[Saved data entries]
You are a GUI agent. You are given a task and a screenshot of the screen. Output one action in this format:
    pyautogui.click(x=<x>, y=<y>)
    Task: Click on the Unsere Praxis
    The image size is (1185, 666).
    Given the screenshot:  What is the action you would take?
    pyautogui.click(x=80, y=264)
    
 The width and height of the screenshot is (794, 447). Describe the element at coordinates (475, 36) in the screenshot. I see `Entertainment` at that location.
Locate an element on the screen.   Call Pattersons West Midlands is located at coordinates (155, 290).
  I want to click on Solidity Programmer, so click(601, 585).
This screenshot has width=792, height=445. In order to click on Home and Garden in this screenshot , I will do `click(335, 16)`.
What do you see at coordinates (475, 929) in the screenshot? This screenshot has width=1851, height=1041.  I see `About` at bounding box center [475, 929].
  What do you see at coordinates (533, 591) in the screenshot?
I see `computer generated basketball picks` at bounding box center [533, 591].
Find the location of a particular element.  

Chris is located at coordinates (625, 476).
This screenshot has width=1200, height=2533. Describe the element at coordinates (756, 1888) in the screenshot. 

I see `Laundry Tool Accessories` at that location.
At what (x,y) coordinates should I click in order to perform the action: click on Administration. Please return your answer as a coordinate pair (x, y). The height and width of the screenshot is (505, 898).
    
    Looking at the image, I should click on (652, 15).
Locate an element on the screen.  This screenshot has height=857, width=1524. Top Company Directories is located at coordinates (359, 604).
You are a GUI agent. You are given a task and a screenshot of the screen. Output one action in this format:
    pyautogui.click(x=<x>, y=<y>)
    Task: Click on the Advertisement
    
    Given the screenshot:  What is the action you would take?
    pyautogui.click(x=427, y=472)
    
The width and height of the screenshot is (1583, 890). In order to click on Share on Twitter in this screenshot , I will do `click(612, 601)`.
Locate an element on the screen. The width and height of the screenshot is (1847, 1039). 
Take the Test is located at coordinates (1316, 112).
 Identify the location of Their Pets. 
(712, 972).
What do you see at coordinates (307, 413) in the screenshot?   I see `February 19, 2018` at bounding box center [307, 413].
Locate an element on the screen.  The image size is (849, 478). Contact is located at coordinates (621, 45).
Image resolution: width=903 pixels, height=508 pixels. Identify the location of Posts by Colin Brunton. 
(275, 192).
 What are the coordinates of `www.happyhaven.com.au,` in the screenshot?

Work required: Copy out the lines above exactly, beginning at the one that contains "At what (x,y)" and ending at the one that contains "What do you see at coordinates (307, 413)".

Task output:
At what (x,y) coordinates should I click in order to perform the action: click on Administration. Please return your answer as a coordinate pair (x, y). The height and width of the screenshot is (505, 898).
    
    Looking at the image, I should click on (652, 15).
Locate an element on the screen.  This screenshot has height=857, width=1524. Top Company Directories is located at coordinates (359, 604).
You are a GUI agent. You are given a task and a screenshot of the screen. Output one action in this format:
    pyautogui.click(x=<x>, y=<y>)
    Task: Click on the Advertisement
    
    Given the screenshot:  What is the action you would take?
    pyautogui.click(x=427, y=472)
    
The width and height of the screenshot is (1583, 890). In order to click on Share on Twitter in this screenshot , I will do `click(612, 601)`.
Locate an element on the screen. The width and height of the screenshot is (1847, 1039). 
Take the Test is located at coordinates (1316, 112).
 Identify the location of Their Pets. 
(712, 972).
What do you see at coordinates (307, 413) in the screenshot?   I see `February 19, 2018` at bounding box center [307, 413].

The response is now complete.